Other items on Winerip’s list don’t translate so neatly to long-term care. For instance, “a good principal has her own style.” Getz, he wrote, derives some stature by wearing high heels, and students know she is coming around a corner thanks to her clicking heels and clinking bracelets. A nursing home administrator might not want to adopt such a glamorous style, especially if she’s directing staff to wear sensible shoes and keep their arms bare, per the latest healthcare worker attire guidance. But it might benefit some administrators to think more strategically about a style that is practical but conveys the image they want to project.

And then there’s this: “A good principal takes money out of her pocket for the school.”

Winerip described how Getz used her own money to buy IKEA bookcases for her office and stocked them with hundreds of her own books, making them available for teachers and students to borrow. This made her office a destination for something more casual than a disciplinary dressing down or a formal meeting.

This made sense, but I thought, why should principals have to put their hard-earned money back into their jobs? For more context, I reached out to my friend Robert Lazers. A former Chicago Public Schools principal himself, he currently works with many school administrators nationwide as a partnership manager for educational software company eSpark.

Lazers acknowledged that some school administrators would argue against spending their own money for the school, but he said that exceptional principals certainly do dip into their own bank accounts for work-related purchases.

“Administrators going the extra mile, including using their own money to make the office student-friendly and comfortable, proves to the staff that the administrator is determined to make the school a community where students, parents and teachers know that their administrator cares,” he said.

Exceptional teachers also spend their own money, he added. In an ideal world, the school system would reimburse for all these expenses, he said — but this obviously is not a perfect world when it comes to how public dollars are allocated for education. Long-term care administrators who see their margins shrink with each cut to Medicare and Medicaid can attest to the imperfection of the long-term care payment system.

Still, I could see that refusing to spend your own money could be a healthy limit to set for yourself, if you’re an administrator.

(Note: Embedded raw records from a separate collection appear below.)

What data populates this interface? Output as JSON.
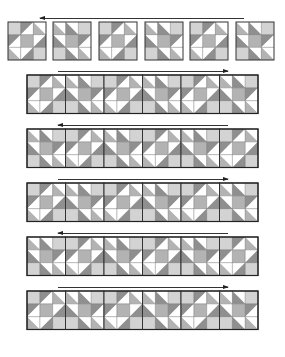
{
  "colors": {
    "light": "#d3d3d3",
    "medium": "#b3b3b3",
    "dark": "#8f8f8f",
    "white": "#ffffff",
    "line": "#333333"
  },
  "block_row": {
    "arrow_direction": "left",
    "block_count": 6,
    "block_size": 38,
    "block_x": [
      8,
      53,
      99,
      145,
      190,
      236
    ],
    "y": 22,
    "arrow": {
      "x": 40,
      "y": 18,
      "width": 204
    }
  },
  "strips": [
    {
      "y": 75,
      "arrow_direction": "right",
      "arrow": {
        "x": 58,
        "y": 71,
        "width": 170
      }
    },
    {
      "y": 129,
      "arrow_direction": "left",
      "arrow": {
        "x": 58,
        "y": 125,
        "width": 170
      }
    },
    {
      "y": 183,
      "arrow_direction": "right",
      "arrow": {
        "x": 58,
        "y": 179,
        "width": 170
      }
    },
    {
      "y": 237,
      "arrow_direction": "left",
      "arrow": {
        "x": 58,
        "y": 233,
        "width": 170
      }
    },
    {
      "y": 291,
      "arrow_direction": "right",
      "arrow": {
        "x": 58,
        "y": 287,
        "width": 170
      }
    }
  ],
  "strip_layout": {
    "x": 27,
    "block_size": 38.5,
    "block_count": 6
  }
}
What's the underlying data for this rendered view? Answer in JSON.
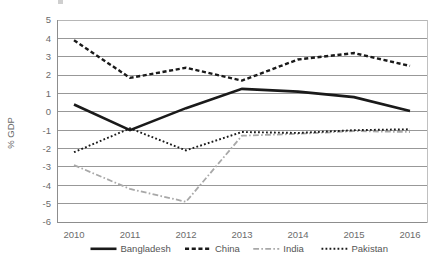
{
  "chart_data": {
    "type": "line",
    "title": "",
    "xlabel": "",
    "ylabel": "% GDP",
    "x": [
      2010,
      2011,
      2012,
      2013,
      2014,
      2015,
      2016
    ],
    "categories": [
      "2010",
      "2011",
      "2012",
      "2013",
      "2014",
      "2015",
      "2016"
    ],
    "xlim": [
      2010,
      2016
    ],
    "ylim": [
      -6,
      5
    ],
    "yticks": [
      5,
      4,
      3,
      2,
      1,
      0,
      -1,
      -2,
      -3,
      -4,
      -5,
      -6
    ],
    "ytick_labels": [
      "5",
      "4",
      "3",
      "2",
      "1",
      "0",
      "-1",
      "-2",
      "-3",
      "-4",
      "-5",
      "-6"
    ],
    "grid": true,
    "legend_position": "bottom",
    "series": [
      {
        "name": "Bangladesh",
        "style": "solid",
        "color": "#1a1a1a",
        "width": 2.6,
        "values": [
          0.4,
          -1.0,
          0.2,
          1.25,
          1.1,
          0.8,
          0.05
        ]
      },
      {
        "name": "China",
        "style": "dashed",
        "color": "#1a1a1a",
        "width": 2.4,
        "values": [
          3.9,
          1.85,
          2.4,
          1.7,
          2.85,
          3.2,
          2.5
        ]
      },
      {
        "name": "India",
        "style": "dashdot",
        "color": "#a8a8a8",
        "width": 1.8,
        "values": [
          -2.9,
          -4.2,
          -4.9,
          -1.3,
          -1.2,
          -1.05,
          -1.1
        ]
      },
      {
        "name": "Pakistan",
        "style": "dotted",
        "color": "#1a1a1a",
        "width": 1.9,
        "values": [
          -2.2,
          -0.9,
          -2.1,
          -1.1,
          -1.15,
          -1.0,
          -0.95
        ]
      }
    ]
  },
  "axis": {
    "ylabel": "% GDP"
  },
  "legend": {
    "items": [
      {
        "label": "Bangladesh"
      },
      {
        "label": "China"
      },
      {
        "label": "India"
      },
      {
        "label": "Pakistan"
      }
    ]
  }
}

Long-term care professionals risk putting too much of themselves in the job, cautioned Eleanor Feldman Barbera, Ph.D., in a “The World According to Dr. El” blog for McKnight’s. That blog post elicited 23 reader comments — some criticizing Dr. El. While I agree with her points about setting healthy boundaries, the comments show the deep, abiding sense of vocation that many long-term care professionals have. I imagine that many administrators see charging some items to their credit card as one of the easier sacrifices they make for their job.

Finally, this observation stood out to me: “A good principal knows teachers are only part of what makes a school run.” Winerip’s point is that the school is part of the larger community, and the principal should be a liaison.

Jacqui Getz, for example, immediately accepted an invitation to attend a tenants’ association meeting at the housing project across the street from her school. A great nursing home administrator might seek similar ways to work constructively with the facility’s neighbors. When a nursing home administrator is at odds with community partners, even a new sign can be a source of conflict.

Local schools are one obvious starting point for building community relations — and not only to bring the choir in for Christmas concerts. Nursing home administrators might benefit by seeing school principals as comrades-in-arms and professional sounding boards. Anxiety sometimes wakes up Jacqui Getz at 3 a.m., Winerip reported. I’m sure some of her demons also haunt long-term care administrators at night. Strategizing or just commiserating with a local principal might be one way to keep these demons at bay.

Tim Mullaney is Senior Staff Writer at McKnight’s. Follow him @TimMullaneyLTC.